Since 7 December last year our lives have been totally dominated by the prospect of a motocross track being built just 2.7km from our house – and even closer than that to the houses of others in the Vinegar Hill-Adare community here in the Lockyer Valley.
We’ve been told that there were 234 submissions lodged with the Lockyer Valley Regional Council in relation to the proposal. 232 of them were against the establishment of a motocross track in the area. That’s a fantastic achievement for a community that had only 15 business days to respond to the advertising of the proposal.
I’ve been trying to find time to get back to this blog and to posting about our doings on the land here, but it just doesn’t happen. Today I’ve come to the realisation that this blog is about sustainability, mainly in the Lockyer Valley, but really what happens here is a microcosm of what happens everywhere in the developed world in terms of ultimate sustainability of lifestyle, community, the environment, and indeed the future of humanity. How we, including our local and state governments, respond to totally wrong-headed proposals like this motocross track is all about whether our society, locally or globally, will be sustainable.
Is the community going to be trashed for the sake of a minority (almost all from outside the area) who want to get their thrills by driving powerful, noisy and dangerous machines around and around on a circuit? Is the environment going to be trashed for the same purpose?
Is the community going to be trashed because some profit-oriented developer thinks he has the right to change the nature of the area and introduce a totally incompatible activity into our rural landscape?
Is a pristine creek (Redbank Creek, which has all of its catchment above the motocross property in National Park) and its surroundings going to be allowed to be trashed?
Are we going to allow a significant koala population to be degraded by noise impacts from the track and road-kills from the massive increase in traffic on the country road leading to the proposed motocross site?
Are we going to allow the bird population and its significant species to be similarly trashed?
If we do then that’s not sustainability. And sustainability is what this blog is supposed to be about. So I ask you to follow us and our community on this journey, and be understanding if there are few posts on this site for at least the next couple of months about sustainable food production.
Thanks. It will be an interesting ride.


For each entry, repeat the text exactly and omit any picture it holds.

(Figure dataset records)
----------
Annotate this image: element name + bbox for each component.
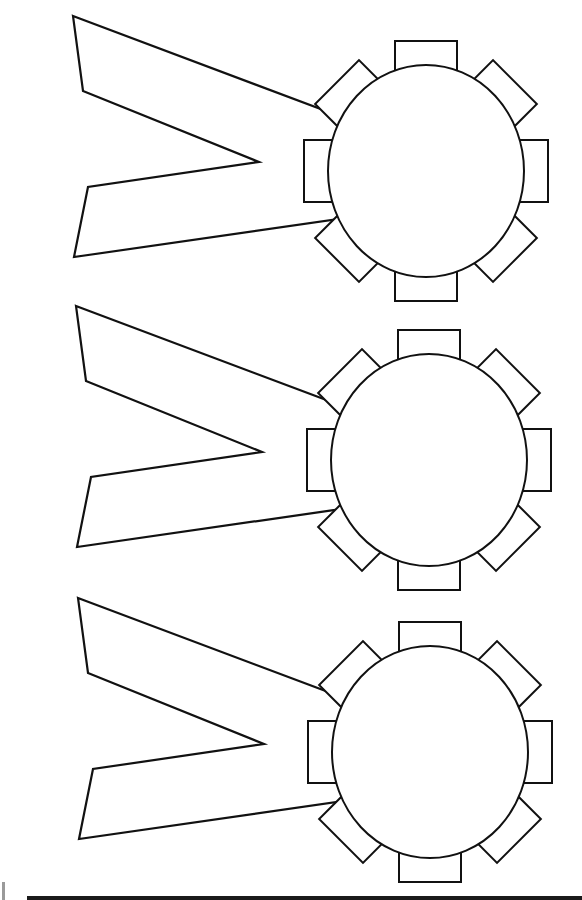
ribbon-tails [73, 16, 342, 257]
ribbon-badge-2 [76, 306, 551, 590]
rosette-circle [331, 354, 527, 566]
ribbon-badge-1 [73, 16, 548, 301]
ribbon-template-sheet [0, 0, 582, 900]
ribbon-tails [78, 598, 347, 839]
rosette-circle [328, 65, 524, 277]
ribbon-tails [76, 306, 345, 547]
ribbon-badge-3 [78, 598, 552, 882]
corner-mark [2, 882, 5, 900]
rosette-circle [332, 646, 528, 858]
bottom-rule [27, 896, 582, 900]
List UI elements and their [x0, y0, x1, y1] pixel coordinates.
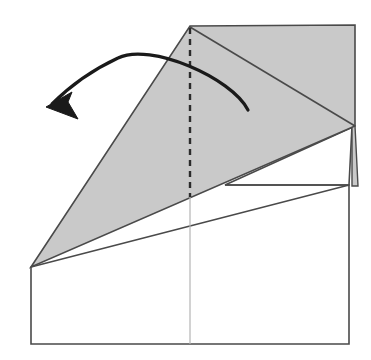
origami-diagram-figure	[0, 0, 371, 360]
origami-diagram-canvas	[0, 0, 371, 360]
gray-sliver-right	[352, 126, 358, 186]
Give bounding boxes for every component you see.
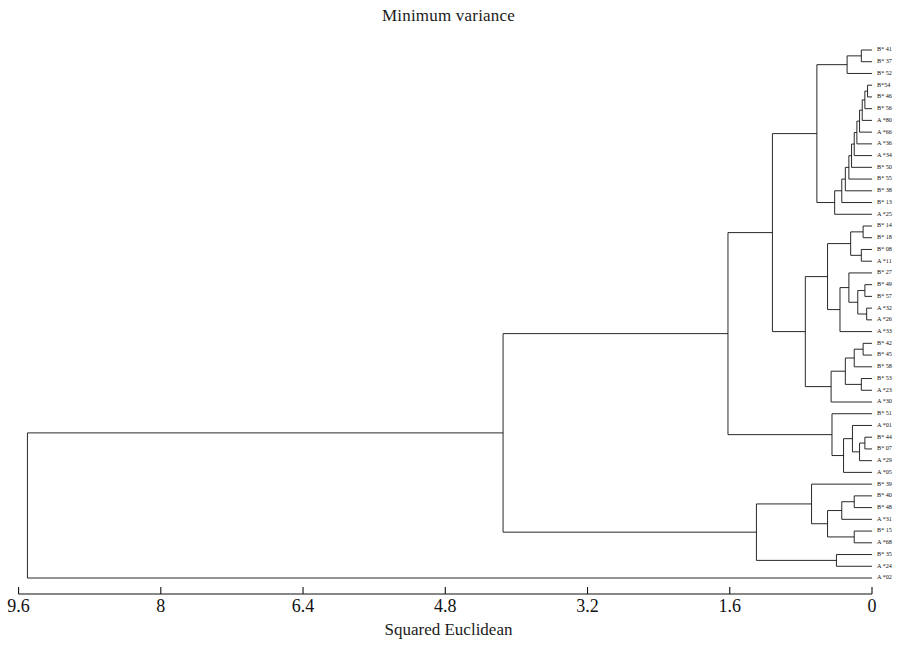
leaf-label: B* 48 — [877, 503, 892, 510]
leaf-label: A *29 — [877, 456, 892, 463]
leaf-label: B* 46 — [877, 92, 892, 99]
dendrogram-canvas: B* 41B* 37B* 52B*54B* 46B* 56A *80A *66A… — [0, 0, 897, 650]
x-axis: 9.686.44.83.21.60 — [7, 587, 876, 616]
leaf-label: A *36 — [877, 139, 892, 146]
leaf-label: B* 49 — [877, 280, 892, 287]
leaf-label: B* 44 — [877, 433, 892, 440]
axis-tick-label: 6.4 — [292, 596, 315, 616]
leaf-label: A *26 — [877, 315, 892, 322]
leaf-label: B* 57 — [877, 292, 892, 299]
leaf-label: A *31 — [877, 515, 892, 522]
leaf-label: B* 53 — [877, 374, 892, 381]
leaf-label: B* 51 — [877, 409, 892, 416]
leaf-label: A *66 — [877, 128, 892, 135]
leaf-label: B* 07 — [877, 444, 892, 451]
leaf-label: A *05 — [877, 468, 892, 475]
leaf-label: A *34 — [877, 151, 892, 158]
leaf-label: A *11 — [877, 257, 892, 264]
leaf-label-group: B* 41B* 37B* 52B*54B* 46B* 56A *80A *66A… — [877, 45, 892, 580]
x-axis-title: Squared Euclidean — [0, 620, 897, 640]
leaf-label: B* 18 — [877, 233, 892, 240]
leaf-label: A *33 — [877, 327, 892, 334]
axis-tick-label: 0 — [868, 596, 877, 616]
axis-tick-label: 3.2 — [576, 596, 599, 616]
axis-tick-label: 4.8 — [434, 596, 457, 616]
leaf-label: A *80 — [877, 116, 892, 123]
leaf-label: B* 45 — [877, 350, 892, 357]
leaf-label: B* 15 — [877, 526, 892, 533]
leaf-label: A *32 — [877, 304, 892, 311]
leaf-label: B* 40 — [877, 491, 892, 498]
leaf-label: B* 41 — [877, 45, 892, 52]
leaf-label: B* 37 — [877, 57, 892, 64]
leaf-label: B* 39 — [877, 480, 892, 487]
leaf-label: B*54 — [877, 81, 890, 88]
leaf-label: B* 14 — [877, 221, 892, 228]
leaf-label: A *25 — [877, 210, 892, 217]
leaf-label: A *23 — [877, 386, 892, 393]
leaf-label: A *02 — [877, 573, 892, 580]
leaf-label: B* 42 — [877, 339, 892, 346]
leaf-label: B* 27 — [877, 268, 892, 275]
axis-tick-label: 8 — [156, 596, 165, 616]
leaf-label: A *68 — [877, 538, 892, 545]
axis-tick-label: 1.6 — [719, 596, 742, 616]
leaf-label: B* 55 — [877, 174, 892, 181]
leaf-label: B* 13 — [877, 198, 892, 205]
leaf-label: B* 58 — [877, 362, 892, 369]
leaf-label: A *24 — [877, 562, 892, 569]
leaf-label: A *01 — [877, 421, 892, 428]
leaf-label: B* 50 — [877, 163, 892, 170]
leaf-label: B* 52 — [877, 69, 892, 76]
dendrogram-links — [27, 50, 872, 578]
leaf-label: B* 35 — [877, 550, 892, 557]
axis-tick-label: 9.6 — [7, 596, 30, 616]
leaf-label: B* 08 — [877, 245, 892, 252]
leaf-label: A *30 — [877, 397, 892, 404]
leaf-label: B* 38 — [877, 186, 892, 193]
leaf-label: B* 56 — [877, 104, 892, 111]
dendrogram-plot: B* 41B* 37B* 52B*54B* 46B* 56A *80A *66A… — [0, 0, 897, 650]
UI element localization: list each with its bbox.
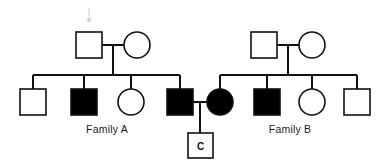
symbol-male-unaffected-family-a-father [76,32,102,58]
family-a-group: Family A [20,32,193,135]
symbol-female-unaffected-family-a-mother [124,32,150,58]
symbol-female-affected-b-child-1 [207,89,233,115]
symbol-female-unaffected-a-child-3 [118,89,144,115]
symbol-male-unaffected-family-b-father [251,32,277,58]
symbol-male-affected-b-child-2 [254,89,280,115]
family-b-group: Family B [207,32,370,135]
family-b-label: Family B [269,123,311,135]
scan-artifact-mark [87,8,93,22]
symbol-female-unaffected-b-child-3 [299,89,325,115]
pedigree-chart: Family A Family B [0,0,386,165]
symbol-male-unaffected-a-child-1 [20,89,46,115]
pedigree-canvas: Family A Family B [0,0,386,165]
symbol-male-affected-a-child-4 [167,89,193,115]
symbol-male-unaffected-b-child-4 [344,89,370,115]
child-c-label: C [197,141,204,152]
symbol-male-affected-a-child-2 [71,89,97,115]
symbol-female-unaffected-family-b-mother [299,32,325,58]
family-a-label: Family A [86,123,128,135]
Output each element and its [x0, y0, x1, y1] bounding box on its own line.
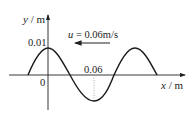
velocity-label: u = 0.06m/s	[68, 29, 118, 40]
origin-label: 0	[40, 77, 45, 88]
x-tick-label: 0.06	[84, 64, 102, 75]
y-axis-label: y / m	[22, 13, 45, 25]
x-axis-label: x / m	[160, 79, 183, 91]
wave-diagram: y / m 0.01 0 0.06 x / m u = 0.06m/s	[0, 0, 193, 127]
amplitude-label: 0.01	[28, 37, 46, 48]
----------
* TASK OUTPUT *
Annotate this image: element name + bbox for each component.
ribbon-tails [73, 16, 342, 257]
ribbon-badge-2 [76, 306, 551, 590]
rosette-circle [331, 354, 527, 566]
ribbon-badge-1 [73, 16, 548, 301]
ribbon-template-sheet [0, 0, 582, 900]
ribbon-tails [78, 598, 347, 839]
rosette-circle [328, 65, 524, 277]
ribbon-tails [76, 306, 345, 547]
ribbon-badge-3 [78, 598, 552, 882]
corner-mark [2, 882, 5, 900]
rosette-circle [332, 646, 528, 858]
bottom-rule [27, 896, 582, 900]
List UI elements and their [x0, y0, x1, y1] pixel coordinates.
origami-diagram-figure	[0, 0, 371, 360]
origami-diagram-canvas	[0, 0, 371, 360]
gray-sliver-right	[352, 126, 358, 186]
Give bounding boxes for every component you see.
leaf-label: B* 48 — [877, 503, 892, 510]
leaf-label: A *29 — [877, 456, 892, 463]
leaf-label: B* 46 — [877, 92, 892, 99]
dendrogram-canvas: B* 41B* 37B* 52B*54B* 46B* 56A *80A *66A… — [0, 0, 897, 650]
x-axis: 9.686.44.83.21.60 — [7, 587, 876, 616]
leaf-label: A *36 — [877, 139, 892, 146]
leaf-label: B* 49 — [877, 280, 892, 287]
leaf-label: B* 44 — [877, 433, 892, 440]
axis-tick-label: 6.4 — [292, 596, 315, 616]
leaf-label: A *26 — [877, 315, 892, 322]
leaf-label: B* 57 — [877, 292, 892, 299]
leaf-label: A *31 — [877, 515, 892, 522]
leaf-label: B* 53 — [877, 374, 892, 381]
leaf-label: B* 51 — [877, 409, 892, 416]
leaf-label: A *66 — [877, 128, 892, 135]
leaf-label: B* 07 — [877, 444, 892, 451]
leaf-label: A *05 — [877, 468, 892, 475]
leaf-label: A *34 — [877, 151, 892, 158]
leaf-label: A *11 — [877, 257, 892, 264]
leaf-label-group: B* 41B* 37B* 52B*54B* 46B* 56A *80A *66A… — [877, 45, 892, 580]
x-axis-title: Squared Euclidean — [0, 620, 897, 640]
leaf-label: B* 18 — [877, 233, 892, 240]
leaf-label: A *33 — [877, 327, 892, 334]
axis-tick-label: 0 — [868, 596, 877, 616]
axis-tick-label: 3.2 — [576, 596, 599, 616]
axis-tick-label: 4.8 — [434, 596, 457, 616]
leaf-label: A *80 — [877, 116, 892, 123]
leaf-label: B* 45 — [877, 350, 892, 357]
leaf-label: B* 15 — [877, 526, 892, 533]
leaf-label: A *32 — [877, 304, 892, 311]
leaf-label: B* 40 — [877, 491, 892, 498]
leaf-label: B* 41 — [877, 45, 892, 52]
leaf-label: B* 37 — [877, 57, 892, 64]
leaf-label: B* 39 — [877, 480, 892, 487]
leaf-label: B*54 — [877, 81, 890, 88]
leaf-label: B* 14 — [877, 221, 892, 228]
leaf-label: A *25 — [877, 210, 892, 217]
leaf-label: A *23 — [877, 386, 892, 393]
leaf-label: A *02 — [877, 573, 892, 580]
leaf-label: B* 42 — [877, 339, 892, 346]
leaf-label: B* 27 — [877, 268, 892, 275]
axis-tick-label: 8 — [156, 596, 165, 616]
leaf-label: A *68 — [877, 538, 892, 545]
axis-tick-label: 1.6 — [719, 596, 742, 616]
leaf-label: B* 55 — [877, 174, 892, 181]
leaf-label: B* 13 — [877, 198, 892, 205]
leaf-label: B* 58 — [877, 362, 892, 369]
leaf-label: A *24 — [877, 562, 892, 569]
leaf-label: A *01 — [877, 421, 892, 428]
leaf-label: B* 50 — [877, 163, 892, 170]
leaf-label: B* 52 — [877, 69, 892, 76]
dendrogram-links — [27, 50, 872, 578]
leaf-label: B* 35 — [877, 550, 892, 557]
axis-tick-label: 9.6 — [7, 596, 30, 616]
leaf-label: B* 08 — [877, 245, 892, 252]
leaf-label: A *30 — [877, 397, 892, 404]
leaf-label: B* 38 — [877, 186, 892, 193]
leaf-label: B* 56 — [877, 104, 892, 111]
dendrogram-plot: B* 41B* 37B* 52B*54B* 46B* 56A *80A *66A… — [0, 0, 897, 650]
UI element localization: list each with its bbox.
symbol-male-unaffected-family-a-father [76,32,102,58]
family-a-group: Family A [20,32,193,135]
symbol-female-unaffected-family-a-mother [124,32,150,58]
symbol-female-affected-b-child-1 [207,89,233,115]
symbol-female-unaffected-a-child-3 [118,89,144,115]
symbol-male-unaffected-family-b-father [251,32,277,58]
symbol-male-affected-b-child-2 [254,89,280,115]
family-b-group: Family B [207,32,370,135]
family-b-label: Family B [269,123,311,135]
scan-artifact-mark [87,8,93,22]
symbol-female-unaffected-b-child-3 [299,89,325,115]
pedigree-chart: Family A Family B [0,0,386,165]
symbol-male-unaffected-a-child-1 [20,89,46,115]
pedigree-canvas: Family A Family B [0,0,386,165]
symbol-male-affected-a-child-4 [167,89,193,115]
symbol-male-unaffected-b-child-4 [344,89,370,115]
child-c-label: C [197,141,204,152]
symbol-male-affected-a-child-2 [71,89,97,115]
symbol-female-unaffected-family-b-mother [299,32,325,58]
family-a-label: Family A [86,123,128,135]
Output each element and its [x0, y0, x1, y1] bounding box on its own line.
velocity-label: u = 0.06m/s	[68, 29, 118, 40]
origin-label: 0	[40, 77, 45, 88]
x-tick-label: 0.06	[84, 64, 102, 75]
y-axis-label: y / m	[22, 13, 45, 25]
x-axis-label: x / m	[160, 79, 183, 91]
wave-diagram: y / m 0.01 0 0.06 x / m u = 0.06m/s	[0, 0, 193, 127]
amplitude-label: 0.01	[28, 37, 46, 48]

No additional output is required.